Edmonton Journal

BLOOMSDAY EXPLORES OUR DESIRE TO RIGHT PAST WRONGS

- LIANE FAULDER yegarts@postmedia.com

At least once a day, I wish I could go back. Back to that time when there was a chance to make it right, back to a feeling in the hope I could act on it, back to say a few different words.

Well, in Shadow Theatre's latest production, Bloomsday, I got that chance. It was a sweet relief and also a reminder that yes, perhaps you can go back on some level. But as playwright Steven Dietz reminds us, you'll have to deal with what awaits when you get there.

Bloomsday is named for

June 16, that day among days in Ireland when all who love James Joyce (or perhaps are merely mystified by him) celebrate the author and his masterpiec­e, Ulysses. For those who haven't read the book, and we are legion, Ulysses follows three citizens of Dublin — a writer, Stephen Dedalus, his friend Leopold Bloom, and Bloom's wife, Molly — through a single day in June, 1904. Every year on June 16, fans of the tale gather in Dublin, dressed in period clothing to pay tribute to the novel.

The play Bloomsday opens as Caithleen (Alexandra Dawkins), a spirited 20-year-old with no sense of her own beauty and power, is set to lead a walking tour of Joyce's Dublin to point out locations key to the author's work. She persuades a young American tourist named Robbie (Chris Pereira) who is hanging about, consulting a map, to join the group — for free! — to round up its number and avoid the potentiall­y disastrous 13 participan­ts.

Robbie and Caithleen share a brief time together after the tour ends, moments full of promise, connection and lust. Thirty-five years later, Robbie (now Robert, played by John Sproule) returns to Dublin to find Caithleen (now Cait, played by Coralie Cairns) to resolve what happened between them.

At this point, I must confess I have rarely read a play that moved me like Bloomsday. Dietz, a 63-year-old playwright who lives in both Seattle and Austin, is one of the most produced playwright­s in the United States. The audience in the Varscona finds itself in the hands of a master craftsman who has made the disruption of time one of his narrative specialtie­s.

It's a sign of his talent and respect for the audience that

Dietz makes a complex concept like time travel a seamless journey from past to present to future. In fact, in a line delivered by Robert that will stay with me forever, Dietz makes it clear that there isn't, and never was, a distinctio­n between where we are, where we were, and where we are going.

“Time is not a series of neat single notes we call `the present' — one played after another … Time is a chord: many notes, past-present-future. All real, all alive, and all played at once.”

This declaratio­n, made early in the two-act play, makes it possible for the characters to move together and separately through the day and the years. We see the older characters counsel the younger ones, and the younger ones grapple with the unmanageab­le state of their emotions. The play is written with a kind of poetic musicality (ah, the Irish) that makes it entirely possible to suspend disbelief and just be there. With them.

Pereira as Robbie and Dawkins as Caithleen are truly transcende­nt in their respective roles. In their simmering youth, the two lift the audience hopefully toward their best selves. The peachy-pink lighting of the simple set by Even Gilchrist serves to suggest an endless beginning for the characters. Or perhaps, it's just the day in retreat.

Sproule and Cairns as the older incarnatio­ns deliver much of the meat of the story. To call them wise would be folly. They are real.

While Robert is the hero of the play, a character filled with regret who takes big risks to find peace, Cait is the most winsome and intriguing. The playwright gives her an extra twist; is she unstable, or does she just embrace the contradict­ions in a way most of us find impossible?

If art is a search for answers, Bloomsday generously provides a number of truths, delivered with wit and humour, for the audience to ponder. But they won't all be comfortabl­e, or comforting. Know that while there is much talk of sunshine in the play, Cait carries an umbrella.

“A sunny day is nice enough,” says Caithleen, “but a rainy one — when you get to ache for that sunny day — that's even nicer.”

 ?? MARC J. CHALIFOUX ?? From left, Coralie Cairns, Alexandra Dawkins and John Sproule star in Shadow Theatre's production of Bloomsday, a love story that revolves around June 16, the fateful day of James Joyce's notoriousl­y difficult masterpiec­e Ulysses.
MARC J. CHALIFOUX From left, Coralie Cairns, Alexandra Dawkins and John Sproule star in Shadow Theatre's production of Bloomsday, a love story that revolves around June 16, the fateful day of James Joyce's notoriousl­y difficult masterpiec­e Ulysses.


Return all lines in the data where the string "jiao" can be found.
Top of Records supplied
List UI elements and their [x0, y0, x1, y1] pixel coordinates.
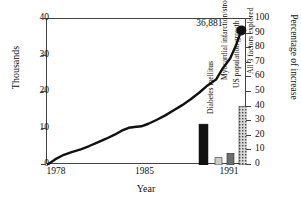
bar-category-label: Myocardial infarction/stroke: [221, 0, 229, 80]
bar-diabetes-mellitus: [199, 124, 208, 165]
plot-area: [46, 18, 246, 164]
y-axis-right-tick-label: 10: [255, 144, 277, 154]
y-axis-left-tick-mark: [41, 55, 46, 56]
y-axis-right-tick-label: 100: [255, 13, 277, 23]
y-axis-right-tick-label: 30: [255, 115, 277, 125]
y-axis-left-tick-mark: [41, 164, 46, 165]
bar-group: [199, 107, 247, 165]
x-axis-tick-label: 1991: [220, 166, 239, 176]
y-axis-right-title: Percentage of increase: [289, 7, 299, 107]
plot-svg: [47, 19, 247, 165]
y-axis-right-tick-mark: [246, 149, 251, 150]
y-axis-right-tick-mark: [246, 76, 251, 77]
y-axis-right-tick-label: 40: [255, 101, 277, 111]
y-axis-right-tick-mark: [246, 106, 251, 107]
bar-myocardial-infarction-stroke: [215, 158, 222, 165]
y-axis-right-tick-mark: [246, 135, 251, 136]
y-axis-right-tick-label: 90: [255, 28, 277, 38]
bar-category-label: Diabetes mellitus: [207, 61, 215, 114]
bar-all-3-factors-explored: [239, 107, 247, 165]
x-axis-title: Year: [46, 183, 246, 194]
y-axis-right-tick-label: 60: [255, 71, 277, 81]
bar-category-label: US population growth: [233, 21, 241, 89]
y-axis-right-tick-label: 20: [255, 130, 277, 140]
y-axis-right-tick-label: 50: [255, 86, 277, 96]
end-point-value-label: 36,881: [196, 18, 222, 28]
y-axis-right-tick-label: 80: [255, 42, 277, 52]
y-axis-right-tick-mark: [246, 120, 251, 121]
y-axis-right-tick-label: 70: [255, 57, 277, 67]
y-axis-right-tick-mark: [246, 91, 251, 92]
x-axis-tick-label: 1985: [135, 166, 154, 176]
y-axis-left-tick-mark: [41, 18, 46, 19]
y-axis-right-tick-mark: [246, 164, 251, 165]
chart-container: Thousands Percentage of increase Year 36…: [0, 0, 301, 208]
bar-us-population-growth: [227, 153, 234, 165]
y-axis-right-tick-label: 0: [255, 159, 277, 169]
y-axis-left-title: Thousands: [10, 33, 21, 103]
x-axis-tick-label: 1978: [47, 166, 66, 176]
bar-category-label: All 3 factors explored: [247, 8, 255, 74]
y-axis-left-tick-mark: [41, 128, 46, 129]
y-axis-left-tick-mark: [41, 91, 46, 92]
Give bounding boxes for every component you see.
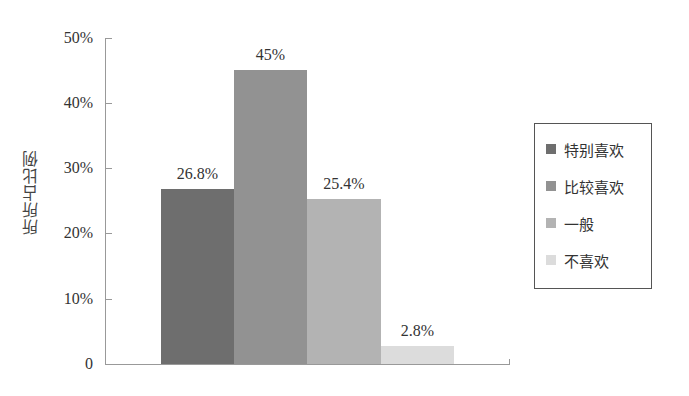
legend-label: 不喜欢 (564, 250, 609, 271)
x-axis-line (105, 364, 510, 365)
legend-item-yi-ban: 一般 (546, 213, 594, 233)
legend-item-bu-xi-huan: 不喜欢 (546, 250, 609, 270)
bar-value-label: 45% (234, 47, 307, 63)
y-tick-50: 50% (64, 30, 93, 46)
legend-label: 比较喜欢 (564, 176, 624, 197)
legend-swatch-icon (546, 218, 556, 228)
legend-item-te-bie-xi-huan: 特别喜欢 (546, 139, 624, 159)
y-tick-0: 0 (85, 356, 93, 372)
bar-bu-xi-huan (381, 346, 454, 364)
y-tick-mark-10 (106, 299, 112, 300)
legend-swatch-icon (546, 255, 556, 265)
y-tick-20: 20% (64, 225, 93, 241)
legend-item-bi-jiao-xi-huan: 比较喜欢 (546, 176, 624, 196)
bar-value-label: 25.4% (307, 176, 381, 192)
bar-value-label: 2.8% (381, 323, 454, 339)
y-axis-line (105, 38, 106, 365)
y-tick-mark-30 (106, 168, 112, 169)
y-tick-mark-20 (106, 233, 112, 234)
bar-yi-ban (307, 199, 381, 364)
legend-swatch-icon (546, 181, 556, 191)
y-axis-label: 所所占比例 (20, 150, 44, 235)
y-tick-mark-40 (106, 103, 112, 104)
y-tick-10: 10% (64, 291, 93, 307)
x-axis-end-tick (509, 359, 510, 365)
bar-value-label: 26.8% (161, 166, 234, 182)
legend-label: 一般 (564, 213, 594, 234)
bar-bi-jiao-xi-huan (234, 70, 307, 364)
bar-te-bie-xi-huan (161, 189, 234, 364)
legend-label: 特别喜欢 (564, 139, 624, 160)
legend: 特别喜欢 比较喜欢 一般 不喜欢 (534, 123, 652, 289)
y-tick-mark-50 (106, 38, 112, 39)
y-tick-40: 40% (64, 95, 93, 111)
legend-swatch-icon (546, 144, 556, 154)
y-tick-30: 30% (64, 160, 93, 176)
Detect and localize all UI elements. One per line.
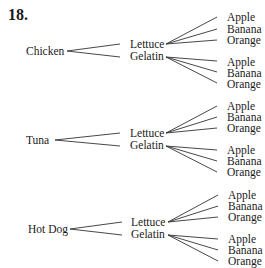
side-label: Gelatin bbox=[130, 50, 164, 62]
dessert-label: Orange bbox=[228, 211, 262, 223]
side-label: Lettuce bbox=[130, 38, 164, 50]
side-label: Gelatin bbox=[130, 139, 164, 151]
side-label: Lettuce bbox=[131, 216, 165, 228]
dessert-label: Orange bbox=[227, 122, 261, 134]
dessert-label: Orange bbox=[227, 166, 261, 178]
side-label: Gelatin bbox=[131, 228, 165, 240]
side-label: Lettuce bbox=[130, 127, 164, 139]
main-dish-label: Tuna bbox=[26, 134, 49, 146]
main-dish-label: Chicken bbox=[26, 45, 64, 57]
dessert-label: Apple bbox=[227, 11, 255, 23]
dessert-label: Orange bbox=[227, 78, 261, 90]
main-dish-label: Hot Dog bbox=[28, 223, 68, 235]
dessert-label: Orange bbox=[228, 255, 262, 267]
dessert-label: Orange bbox=[227, 34, 261, 46]
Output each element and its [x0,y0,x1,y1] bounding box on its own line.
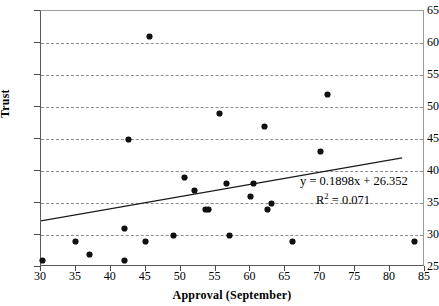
x-tick-label-35: 35 [69,270,81,282]
x-tick-mark-80 [389,266,390,271]
x-tick-mark-65 [284,266,285,271]
data-point [318,149,323,154]
r2-value: = 0.071 [329,193,370,207]
scatter-chart: Trust 253035404550556065 303540455055606… [0,0,439,306]
x-tick-label-65: 65 [278,270,290,282]
data-point [182,175,187,180]
x-tick-mark-35 [75,266,76,271]
data-point [73,239,78,244]
x-tick-label-40: 40 [104,270,116,282]
data-point [269,201,274,206]
x-tick-label-55: 55 [209,270,221,282]
x-tick-mark-30 [40,266,41,271]
regression-annotation: y = 0.1898x + 26.352 R2 = 0.071 [300,174,408,208]
data-point [171,233,176,238]
x-tick-mark-40 [110,266,111,271]
gridline-y-60 [41,43,423,44]
data-point [192,188,197,193]
x-tick-label-70: 70 [313,270,325,282]
gridline-y-40 [41,171,423,172]
trendline [41,11,423,266]
data-point [412,239,417,244]
data-point [325,92,330,97]
data-point [122,258,127,263]
gridline-y-55 [41,75,423,76]
x-tick-label-80: 80 [383,270,395,282]
gridline-y-50 [41,107,423,108]
data-point [290,239,295,244]
x-tick-mark-50 [180,266,181,271]
x-tick-mark-75 [354,266,355,271]
data-point [143,239,148,244]
x-tick-mark-45 [145,266,146,271]
x-tick-label-85: 85 [418,270,430,282]
x-tick-label-75: 75 [348,270,360,282]
data-point [126,137,131,142]
data-point [206,207,211,212]
data-point [40,258,45,263]
data-point [87,252,92,257]
x-tick-label-45: 45 [139,270,151,282]
y-axis-title: Trust [0,89,13,118]
x-axis-title: Approval (September) [40,288,424,303]
data-point [265,207,270,212]
x-tick-mark-85 [424,266,425,271]
data-point [248,194,253,199]
gridline-y-45 [41,139,423,140]
x-tick-mark-55 [215,266,216,271]
x-tick-label-30: 30 [34,270,46,282]
gridlines [41,11,423,265]
x-tick-label-50: 50 [174,270,186,282]
x-tick-label-60: 60 [243,270,255,282]
data-point [227,233,232,238]
data-point [251,181,256,186]
data-point [262,124,267,129]
regression-equation: y = 0.1898x + 26.352 [300,174,408,189]
x-tick-mark-70 [319,266,320,271]
plot-area [40,10,424,266]
data-point [224,181,229,186]
data-point [122,226,127,231]
data-point [217,111,222,116]
data-point [147,34,152,39]
x-tick-mark-60 [249,266,250,271]
gridline-y-30 [41,235,423,236]
regression-r-squared: R2 = 0.071 [300,189,408,208]
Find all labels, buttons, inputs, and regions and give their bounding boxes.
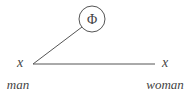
relation-diagram: Φ x x man woman (0, 0, 193, 95)
right-variable: x (161, 55, 169, 70)
left-variable: x (16, 55, 24, 70)
left-label-man: man (7, 77, 29, 92)
edge-man-to-phi (33, 27, 82, 64)
right-label-woman: woman (146, 77, 184, 92)
phi-symbol: Φ (87, 12, 97, 27)
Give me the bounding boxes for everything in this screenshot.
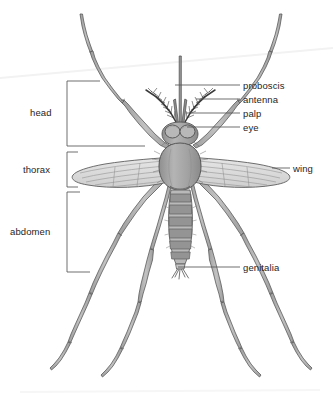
- head-appendages: [146, 56, 215, 124]
- genitalia: [172, 264, 189, 279]
- antenna-right: [185, 88, 215, 122]
- leg-mid-left: [50, 172, 171, 370]
- label-eye: eye: [243, 123, 259, 133]
- abdomen: [164, 190, 196, 264]
- mosquito-anatomy-diagram: proboscis antenna palp eye wing genitali…: [0, 0, 333, 396]
- label-proboscis: proboscis: [243, 81, 285, 91]
- label-genitalia: genitalia: [243, 263, 279, 273]
- label-wing: wing: [293, 164, 313, 174]
- antenna-left: [146, 88, 176, 122]
- diagram-canvas: [0, 0, 333, 396]
- label-abdomen: abdomen: [10, 227, 50, 237]
- label-antenna: antenna: [243, 95, 278, 105]
- eye-left: [165, 125, 180, 138]
- label-palp: palp: [243, 109, 261, 119]
- proboscis: [179, 56, 181, 124]
- background-artifact: [0, 48, 333, 392]
- abdomen-bracket: [67, 192, 90, 272]
- label-head: head: [30, 108, 52, 118]
- label-thorax: thorax: [23, 165, 50, 175]
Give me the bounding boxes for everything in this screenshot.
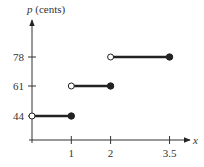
x-tick-label: 3.5 [163, 147, 177, 159]
x-tick-label: 2 [108, 147, 114, 159]
open-endpoint [29, 113, 35, 119]
axes [29, 20, 190, 143]
axis-labels: p (cents)x [26, 3, 198, 146]
x-tick-label: 1 [69, 147, 75, 159]
step-function-chart: 123.5446178 p (cents)x [0, 0, 204, 167]
y-tick-label: 44 [13, 110, 25, 122]
open-endpoint [108, 54, 114, 60]
closed-endpoint [166, 54, 172, 60]
x-axis-label: x [192, 134, 198, 146]
step-segments [29, 54, 173, 119]
closed-endpoint [68, 113, 74, 119]
y-tick-label: 61 [13, 80, 24, 92]
y-axis-label: p (cents) [26, 3, 66, 16]
closed-endpoint [107, 83, 113, 89]
ticks: 123.5446178 [13, 51, 177, 159]
open-endpoint [68, 83, 74, 89]
y-tick-label: 78 [13, 51, 25, 63]
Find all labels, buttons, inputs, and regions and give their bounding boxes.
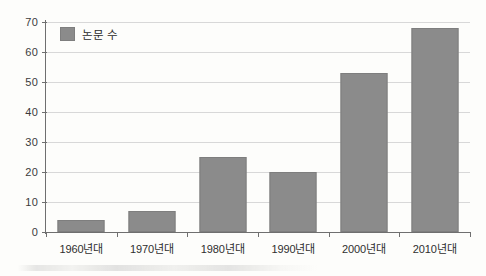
- x-axis-label-layer: 1960년대1970년대1980년대1990년대2000년대2010년대: [46, 240, 470, 258]
- legend-label: 논문 수: [82, 26, 118, 42]
- bar-slot: [187, 22, 258, 232]
- y-axis-label-50: 50: [25, 76, 38, 88]
- x-axis-tick-5: [399, 232, 400, 237]
- y-axis-label-10: 10: [25, 196, 38, 208]
- bar-1990년대: [270, 172, 317, 232]
- bar-1970년대: [128, 211, 175, 232]
- bar-chart-figure: 706050403020100 1960년대1970년대1980년대1990년대…: [0, 0, 486, 276]
- bar-slot: [258, 22, 329, 232]
- x-axis-label-2000년대: 2000년대: [342, 240, 386, 256]
- legend-swatch-icon: [60, 27, 75, 41]
- y-axis-label-40: 40: [25, 106, 38, 118]
- bar-2010년대: [411, 28, 458, 232]
- bar-slot: [329, 22, 400, 232]
- x-axis-tick-4: [329, 232, 330, 237]
- bar-slot: [117, 22, 188, 232]
- y-axis-label-30: 30: [25, 136, 38, 148]
- x-axis-tick-3: [258, 232, 259, 237]
- y-axis-label-0: 0: [32, 226, 38, 238]
- bar-series-layer: [46, 22, 470, 232]
- x-axis-label-1960년대: 1960년대: [59, 240, 103, 256]
- bar-1980년대: [199, 157, 246, 232]
- bar-1960년대: [58, 220, 105, 232]
- x-axis-tick-1: [117, 232, 118, 237]
- x-axis-tick-2: [187, 232, 188, 237]
- y-axis-label-20: 20: [25, 166, 38, 178]
- x-axis-label-1980년대: 1980년대: [201, 240, 245, 256]
- x-axis-label-2010년대: 2010년대: [413, 240, 457, 256]
- bar-2000년대: [340, 73, 387, 232]
- scan-artifact: [18, 265, 318, 271]
- x-axis-tick-0: [46, 232, 47, 237]
- x-axis-tick-6: [470, 232, 471, 237]
- y-axis-label-60: 60: [25, 46, 38, 58]
- bar-slot: [399, 22, 470, 232]
- bar-slot: [46, 22, 117, 232]
- y-axis-line: [45, 20, 46, 234]
- x-axis-label-1970년대: 1970년대: [130, 240, 174, 256]
- x-axis-label-1990년대: 1990년대: [271, 240, 315, 256]
- plot-area: 706050403020100: [46, 22, 470, 232]
- chart-legend: 논문 수: [60, 26, 118, 42]
- y-axis-label-70: 70: [25, 16, 38, 28]
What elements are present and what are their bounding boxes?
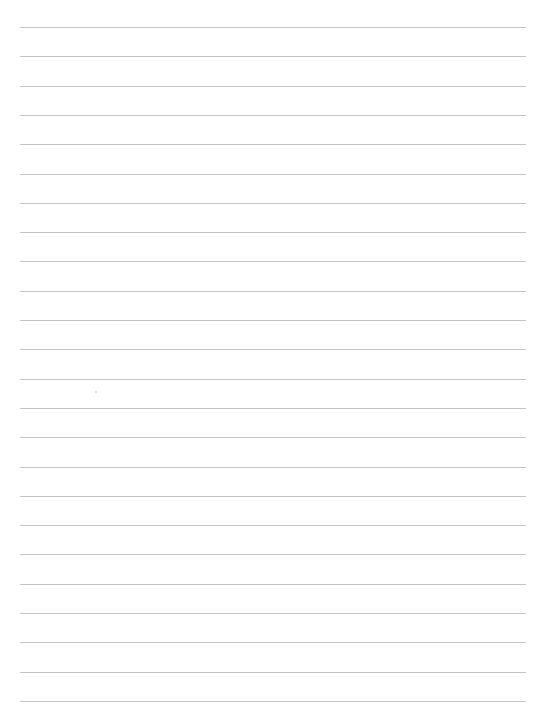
ruled-line: [20, 320, 526, 321]
ruled-line: [20, 261, 526, 262]
ruled-line: [20, 232, 526, 233]
paper-speck: [95, 391, 97, 393]
ruled-line: [20, 584, 526, 585]
ruled-line: [20, 56, 526, 57]
ruled-line: [20, 642, 526, 643]
ruled-line: [20, 437, 526, 438]
ruled-line: [20, 174, 526, 175]
ruled-line: [20, 408, 526, 409]
ruled-line: [20, 144, 526, 145]
ruled-line: [20, 496, 526, 497]
ruled-line: [20, 349, 526, 350]
ruled-line: [20, 86, 526, 87]
ruled-line: [20, 613, 526, 614]
ruled-line: [20, 554, 526, 555]
ruled-line: [20, 467, 526, 468]
ruled-line: [20, 203, 526, 204]
ruled-line: [20, 291, 526, 292]
ruled-line: [20, 115, 526, 116]
ruled-line: [20, 525, 526, 526]
ruled-line: [20, 379, 526, 380]
lined-paper-page: [0, 0, 543, 724]
ruled-line: [20, 27, 526, 28]
ruled-line: [20, 672, 526, 673]
ruled-line: [20, 701, 526, 702]
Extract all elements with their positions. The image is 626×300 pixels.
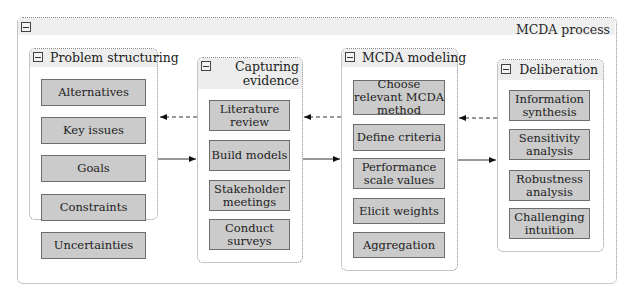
step-box: Robustness analysis [509, 170, 590, 201]
step-box: Conduct surveys [209, 219, 290, 250]
step-box: Choose relevant MCDA method [353, 80, 445, 115]
group-title: MCDA modeling [362, 51, 466, 65]
collapse-toggle-icon[interactable] [501, 64, 511, 74]
step-box: Performance scale values [353, 158, 445, 189]
group-title: Capturing evidence [235, 60, 299, 88]
group-title-line: evidence [235, 74, 299, 88]
collapse-toggle-icon[interactable] [345, 52, 355, 62]
step-box: Build models [209, 140, 290, 171]
collapse-toggle-icon[interactable] [201, 61, 211, 71]
step-box: Information synthesis [509, 90, 590, 121]
step-box: Goals [41, 155, 146, 182]
step-box: Sensitivity analysis [509, 129, 590, 160]
collapse-toggle-icon[interactable] [33, 52, 43, 62]
group-title-line: Capturing [235, 60, 299, 74]
step-box: Stakeholder meetings [209, 180, 290, 211]
step-box: Constraints [41, 194, 146, 221]
step-box: Alternatives [41, 79, 146, 106]
step-box: Challenging intuition [509, 208, 590, 239]
step-box: Literature review [209, 100, 290, 131]
step-box: Key issues [41, 117, 146, 144]
group-title: Problem structuring [50, 51, 179, 65]
step-box: Aggregation [353, 232, 445, 258]
step-box: Elicit weights [353, 198, 445, 224]
step-box: Define criteria [353, 124, 445, 151]
step-box: Uncertainties [41, 232, 146, 259]
diagram-title: MCDA process [516, 22, 610, 37]
group-title: Deliberation [519, 63, 598, 77]
collapse-toggle-icon[interactable] [21, 22, 31, 32]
Bottom of Records supplied
### [Solution]
legend-item-bi-jiao-xi-huan: 比较喜欢 (546, 176, 624, 196)
bar-bi-jiao-xi-huan (234, 70, 307, 364)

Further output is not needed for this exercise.